Joplin has been around forever and it works on basically every platform you can name. The mobile application uses the same notebook and notes hierarchy As a desktop I really love because the mental model performs without any friction. No account is needed and everything stays local by default. If I want to sync, I can connect to Joplin Cloud (paid), Dropbox, OneDrive, Nextcloud, or WebDAV. But I choose to keep the mobile and desktop versions separate.

What I love about Joplin’s mobile experience is its simplicity. Notebooks have notes and that’s pretty much the whole structure, so I’m not wading through a bunch of blocks or folders or charts. The WYSIWYG editor on mobile devices is also surprisingly capable. It fits in a cramped phone space without feeling thirsty, and the markdown is right there if I want to drop in instead. Tags also work really well and the configuration menu is properly in-depth with plugins, tagging, recording history and import/export sections.

My one criticism is that everything lives in a SQLite database. With Obsidian, my notes are simple note files that sit in a folder that I can open with anything. Joplin doesn’t give it to me, and I’ve always wanted it.

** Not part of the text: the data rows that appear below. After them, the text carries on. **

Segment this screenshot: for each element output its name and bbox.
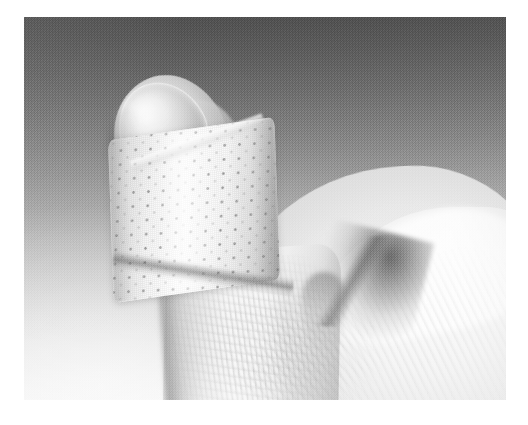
photograph [24,17,506,400]
bandage-right-shading [227,117,280,286]
screenshot-canvas: human hand with an index finger wrapped … [0,0,528,425]
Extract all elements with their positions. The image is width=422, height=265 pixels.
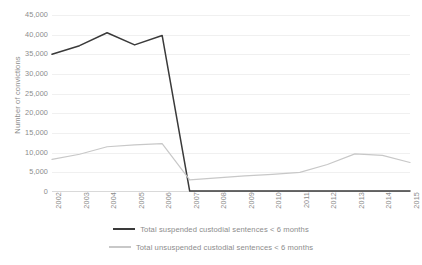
x-tick-label: 2004 bbox=[110, 192, 118, 226]
x-tick-label: 2011 bbox=[303, 192, 311, 226]
legend-item[interactable]: Total suspended custodial sentences < 6 … bbox=[0, 222, 422, 236]
y-tick-label: 10,000 bbox=[4, 149, 48, 157]
series-line-1 bbox=[52, 144, 410, 180]
line-chart: Number of convictions 45,00040,00035,000… bbox=[0, 0, 422, 265]
x-tick-label: 2015 bbox=[413, 192, 421, 226]
x-tick-label: 2006 bbox=[165, 192, 173, 226]
y-tick-label: 25,000 bbox=[4, 90, 48, 98]
x-tick-label: 2003 bbox=[83, 192, 91, 226]
legend-item[interactable]: Total unsuspended custodial sentences < … bbox=[0, 240, 422, 254]
y-tick-label: 35,000 bbox=[4, 50, 48, 58]
legend-label: Total unsuspended custodial sentences < … bbox=[136, 243, 313, 252]
y-tick-label: 30,000 bbox=[4, 70, 48, 78]
x-tick-label: 2012 bbox=[330, 192, 338, 226]
y-tick-label: 15,000 bbox=[4, 129, 48, 137]
x-tick-label: 2010 bbox=[275, 192, 283, 226]
series-lines bbox=[52, 15, 410, 192]
legend-swatch-icon bbox=[113, 228, 135, 230]
legend-swatch-icon bbox=[109, 246, 131, 248]
y-tick-label: 20,000 bbox=[4, 109, 48, 117]
series-line-0 bbox=[52, 33, 410, 191]
plot-area bbox=[52, 15, 410, 192]
y-tick-label: 45,000 bbox=[4, 11, 48, 19]
x-tick-label: 2014 bbox=[385, 192, 393, 226]
x-tick-label: 2013 bbox=[358, 192, 366, 226]
y-tick-label: 5,000 bbox=[4, 168, 48, 176]
y-tick-label: 0 bbox=[4, 188, 48, 196]
x-tick-label: 2005 bbox=[138, 192, 146, 226]
x-tick-label: 2008 bbox=[220, 192, 228, 226]
chart-legend: Total suspended custodial sentences < 6 … bbox=[0, 222, 422, 262]
x-tick-label: 2002 bbox=[55, 192, 63, 226]
x-tick-label: 2007 bbox=[193, 192, 201, 226]
x-tick-label: 2009 bbox=[248, 192, 256, 226]
y-tick-label: 40,000 bbox=[4, 31, 48, 39]
legend-label: Total suspended custodial sentences < 6 … bbox=[140, 225, 309, 234]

Logseq is made for keyboards

Not thumbs

Logseq is a four-block-based outliner. Each line on a page is a bullet that’s also a block, and you create pages by nesting them and connecting them with pairs of brackets or hashtags. It’s local-first, requires no account, and stores recordings as virtually unconditional files on disk. On my iPhone, it automatically creates a folder that I can view in the Files app, and Android works the same way. But be careful for Android users: Logseq is not in the Google Play Store, so you have to download it from here. F-Droid or sideload the APK from GitHub.

To be honest, the block-based editor works on desktop, but I don’t think it translates to phones. The touch targets are too small for thumbs, and the bottom toolbar of formatting and navigation keys is really built for keyboard-first workflows.

I would actually use the mobile app for Whiteboards. This canvas art area is surprisingly capable on the phone and I can even place an MD block to put markdown content there. A bidirectional relationship is a true Logseq pitch. Each tag and reference automatically creates its own page, I just don’t see myself doing that level of knowledge graphing on the phone.

Simplenote lives up to its name

In fact, something I would open every day

Simplenote is developed by Automattic, the same company behind WordPress, and is the only one of the bunch that requires an account, since syncing is basically the whole product. The client apps on iOS, Android, macOS, and desktop computers are open source, but the server is proprietary. So if you’re after a completely self-catering pile, this isn’t it. Also worth noting: Simplenote hasn’t had any major new features since 2024, so it’s currently more in maintenance mode than active development.

As soon as I opened it, it was an obvious favorite. My desktop notes synced instantly without any setup. Navigation is honestly like Google Keep and Apple Notes having a baby and making it open source. A plain list of notes on one side, a clean editor on the other, and that’s basically the whole program. Tags live on the line below each record. Markdown rendering is also installed, so I can switch between editing and previewing, and the styled view actually looks decent.

I can’t think of a criticism for it. The account requirement will probably bother some open source purists. But actually for taking notes on my phone, I think it’s one of the four I would take it every day at most.

What I would actually keep on my phone

None of these are actually direct Notion replacements. AFFiNE comes closest, but its database support is rough on mobile, but that’s not really the issue. The thing is, Notion has a notes app that a lot of people use. For me, it’s Simplenote because it’s the easiest and fastest, and Joplin is pretty much tied to it. AFFiNE is great on the phone, but I prefer it on the desktop. Honestly, I think Logseq just doesn’t translate well on mobile.